California has put Corporate America on notice with a preliminary roster of 4,000+ companies across apparel, beauty, payments, automotive, and luxury retail that may fall under California’s twin climate-disclosure statutes, SB 253 (greenhouse-gas emissions reporting) and SB 261 (climate-related financial-risk disclosures). At the same time, the agency stressed that the 4,000-plus-name list is non-exhaustive and non-dispositive, inclusion does not dictate coverage, and omission does not mean a company is out.
Despite the potential ambiguities at play, the contents of the California Air Resources Board (“CARB”)’s list are significant, as the first statutory deadline arrives soon: SB 261 climate-risk reports are due January 1, 2026 (and then every two years).
CARB has begun releasing compliance materials, including a draft Climate-Related Financial Risk Report Checklist and a process to publicly docket report links in December 2025. For SB 253, Scope 1 and 2 disclosures are targeted for June 30, 2026 (for the prior fiscal year), with Scope 3 to follow in 2027. More recently, CARB issued a proposed template for Scope 1 and 2 reporting on October 10 to streamline first-year disclosures, especially for entities new to GHG reporting. CARB also plans to release proposed regulations on October 14, opening a formal comment window.
The List & the Scope
CARB’s preliminary roster is best read as a directional tool, not a finalized list of covered entities. It sketches who might be in scope and pairs with a voluntary survey for corrections and exemptions – but each company still must perform its own applicability analysis. Derived from California Secretary of State data and revenue indicators, the list of roughly 4,150 companies should be treated as a starting point for outreach and fee-rule development, with each entity responsible for its own compliance determination.
Several limitations warrant caution. As Crowell notes, parts of the underlying entity data date to March 2022 and CARB references a proprietary revenue dataset; even CARB cautions against relying on the list to determine coverage, making independent analysis essential.
As for what types of entities are in scope …
> For SB 253 (Climate Corporate Data Accountability Act). U.S. public or private companies doing business in California with global annual revenue > $1B must annually disclose Scope 1, 2, and (starting 2027) Scope 3 emissions for the prior fiscal year, with third-party assurance.
> For SB 261 (Climate-Related Financial Risk Act). U.S. public or private companies doing business in California with global annual revenue > $500M (excluding insurers) must publish climate-risk reports beginning January 1, 2026, and biennially thereafter.
> “Doing business in California.” CARB has floated an approach that would cover entities organized or domiciled in California or those that exceed a sales threshold in California (≈ $735,000) – a concept familiar from state tax rules. Expect further refinement in the proposed rule.
A quick scan of the list underscores its breadth, naming companies across sectors – from apparel and beauty to payments, auto, and luxury retail – including Abercrombie, adidas America, Aldo, American Express, BMW U.S., Guess, L’Oréal USA, Lucid USA, Lululemon USA, Nike, Rolls-Royce Corp. and Rolls-Royce North America, Saks Enterprise, Shiseido Americas, Skechers USA, Tapestry, The Gap, and Urban Outfitters, among others.
THE TAKEAWAY: With that context in mind, the practical takeaway is straightforward: Companies are being encouraged to treat the list as a prompt to act. “These laws bring significant compliance obligations, particularly for private companies new to mandatory climate disclosures, necessitating robust internal tracking, third-party verification, and strategic planning,” Ballard Spahr’s Lorene Boudreau recently noted.
Meanwhile, Mayer Brown added in a note of its own that “despite ongoing uncertainty, early preparation remains critical,” and that SB 253 and SB 261 place California at the forefront of climate reporting – meaning companies that align early will be best positioned to meet requirements and manage risk.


> _Your task_:
Exactly as written, reproduce the lines from the one that contains "Provide the bbox for bicycle helmet." through the end of the records.

> _Source data_:
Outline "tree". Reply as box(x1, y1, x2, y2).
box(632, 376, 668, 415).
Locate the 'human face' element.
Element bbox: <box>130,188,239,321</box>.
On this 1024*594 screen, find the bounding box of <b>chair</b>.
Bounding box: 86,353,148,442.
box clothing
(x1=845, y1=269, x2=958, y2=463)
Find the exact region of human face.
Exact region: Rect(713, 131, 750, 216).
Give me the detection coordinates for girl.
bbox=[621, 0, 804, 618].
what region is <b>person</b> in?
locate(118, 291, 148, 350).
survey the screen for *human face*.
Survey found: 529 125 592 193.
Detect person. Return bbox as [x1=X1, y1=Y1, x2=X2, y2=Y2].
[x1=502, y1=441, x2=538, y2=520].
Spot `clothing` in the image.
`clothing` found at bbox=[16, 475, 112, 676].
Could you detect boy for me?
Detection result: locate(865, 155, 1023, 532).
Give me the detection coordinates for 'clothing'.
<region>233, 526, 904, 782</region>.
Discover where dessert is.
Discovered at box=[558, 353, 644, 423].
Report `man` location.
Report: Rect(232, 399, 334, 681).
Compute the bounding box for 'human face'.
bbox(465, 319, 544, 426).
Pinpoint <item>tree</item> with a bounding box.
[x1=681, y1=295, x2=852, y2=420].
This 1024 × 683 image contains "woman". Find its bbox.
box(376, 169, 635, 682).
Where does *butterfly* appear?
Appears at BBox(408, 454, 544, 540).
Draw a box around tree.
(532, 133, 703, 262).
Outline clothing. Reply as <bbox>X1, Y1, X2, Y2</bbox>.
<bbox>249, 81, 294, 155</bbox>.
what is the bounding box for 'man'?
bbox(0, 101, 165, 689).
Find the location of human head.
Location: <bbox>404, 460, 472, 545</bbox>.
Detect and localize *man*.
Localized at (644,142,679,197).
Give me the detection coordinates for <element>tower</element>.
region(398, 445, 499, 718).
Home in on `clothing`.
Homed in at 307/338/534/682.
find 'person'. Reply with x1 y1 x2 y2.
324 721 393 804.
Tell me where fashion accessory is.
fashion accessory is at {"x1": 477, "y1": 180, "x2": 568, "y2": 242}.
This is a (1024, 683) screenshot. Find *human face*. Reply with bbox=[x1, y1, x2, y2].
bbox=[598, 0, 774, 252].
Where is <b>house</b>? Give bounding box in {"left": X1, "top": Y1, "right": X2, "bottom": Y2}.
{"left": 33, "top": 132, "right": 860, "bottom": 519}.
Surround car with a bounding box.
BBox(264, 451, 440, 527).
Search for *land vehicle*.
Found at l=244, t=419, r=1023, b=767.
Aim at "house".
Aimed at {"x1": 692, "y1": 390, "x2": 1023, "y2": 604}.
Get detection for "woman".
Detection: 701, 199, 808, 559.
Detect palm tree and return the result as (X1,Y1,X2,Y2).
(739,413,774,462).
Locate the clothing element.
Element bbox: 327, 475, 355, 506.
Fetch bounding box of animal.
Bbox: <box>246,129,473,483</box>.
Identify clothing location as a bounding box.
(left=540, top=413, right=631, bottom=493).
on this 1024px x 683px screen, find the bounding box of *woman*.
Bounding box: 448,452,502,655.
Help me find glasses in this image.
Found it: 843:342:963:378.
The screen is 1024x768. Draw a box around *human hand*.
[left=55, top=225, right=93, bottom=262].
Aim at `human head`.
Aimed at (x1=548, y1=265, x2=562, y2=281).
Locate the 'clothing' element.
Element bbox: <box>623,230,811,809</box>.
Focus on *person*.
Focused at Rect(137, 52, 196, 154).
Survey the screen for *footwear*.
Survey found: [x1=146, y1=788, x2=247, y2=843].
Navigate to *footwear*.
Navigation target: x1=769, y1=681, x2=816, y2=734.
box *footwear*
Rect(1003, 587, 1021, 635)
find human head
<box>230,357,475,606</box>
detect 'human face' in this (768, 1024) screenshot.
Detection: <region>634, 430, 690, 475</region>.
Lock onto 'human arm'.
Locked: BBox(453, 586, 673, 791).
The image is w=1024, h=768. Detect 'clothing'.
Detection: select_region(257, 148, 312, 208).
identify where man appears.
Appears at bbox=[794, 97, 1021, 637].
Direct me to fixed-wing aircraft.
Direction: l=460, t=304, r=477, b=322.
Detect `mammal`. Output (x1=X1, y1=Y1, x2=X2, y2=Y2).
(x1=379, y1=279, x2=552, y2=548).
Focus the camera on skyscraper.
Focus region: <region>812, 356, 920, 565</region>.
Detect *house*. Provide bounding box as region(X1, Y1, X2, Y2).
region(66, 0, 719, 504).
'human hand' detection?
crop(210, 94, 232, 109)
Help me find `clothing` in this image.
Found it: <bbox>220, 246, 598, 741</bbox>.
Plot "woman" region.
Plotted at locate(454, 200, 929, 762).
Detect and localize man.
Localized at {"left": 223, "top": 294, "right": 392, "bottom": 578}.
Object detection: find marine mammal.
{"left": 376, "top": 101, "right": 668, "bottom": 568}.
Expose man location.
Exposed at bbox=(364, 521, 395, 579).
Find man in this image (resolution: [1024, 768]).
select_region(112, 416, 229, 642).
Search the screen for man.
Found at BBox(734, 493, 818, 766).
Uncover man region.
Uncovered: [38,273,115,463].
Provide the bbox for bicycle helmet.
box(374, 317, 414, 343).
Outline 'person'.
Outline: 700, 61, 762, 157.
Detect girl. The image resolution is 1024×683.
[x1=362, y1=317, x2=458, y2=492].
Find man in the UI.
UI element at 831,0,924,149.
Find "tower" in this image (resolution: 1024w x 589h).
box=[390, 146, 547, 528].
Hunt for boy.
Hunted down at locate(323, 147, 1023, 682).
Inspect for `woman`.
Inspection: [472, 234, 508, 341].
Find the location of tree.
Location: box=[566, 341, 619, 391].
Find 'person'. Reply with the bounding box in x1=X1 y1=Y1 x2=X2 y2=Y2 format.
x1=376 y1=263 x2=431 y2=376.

> _Result for this exercise_:
Provide the bbox for bicycle helmet.
box(374, 317, 414, 343).
Outline 'person'.
Outline: 700, 61, 762, 157.
Detect girl. The image resolution is 1024×683.
[x1=362, y1=317, x2=458, y2=492].
Find man in the UI.
UI element at 831,0,924,149.
Find "tower" in this image (resolution: 1024w x 589h).
box=[390, 146, 547, 528].
Hunt for boy.
Hunted down at locate(323, 147, 1023, 682).
Inspect for `woman`.
Inspection: [472, 234, 508, 341].
Find the location of tree.
Location: box=[566, 341, 619, 391].
Find 'person'. Reply with the bounding box in x1=X1 y1=Y1 x2=X2 y2=Y2 format.
x1=376 y1=263 x2=431 y2=376.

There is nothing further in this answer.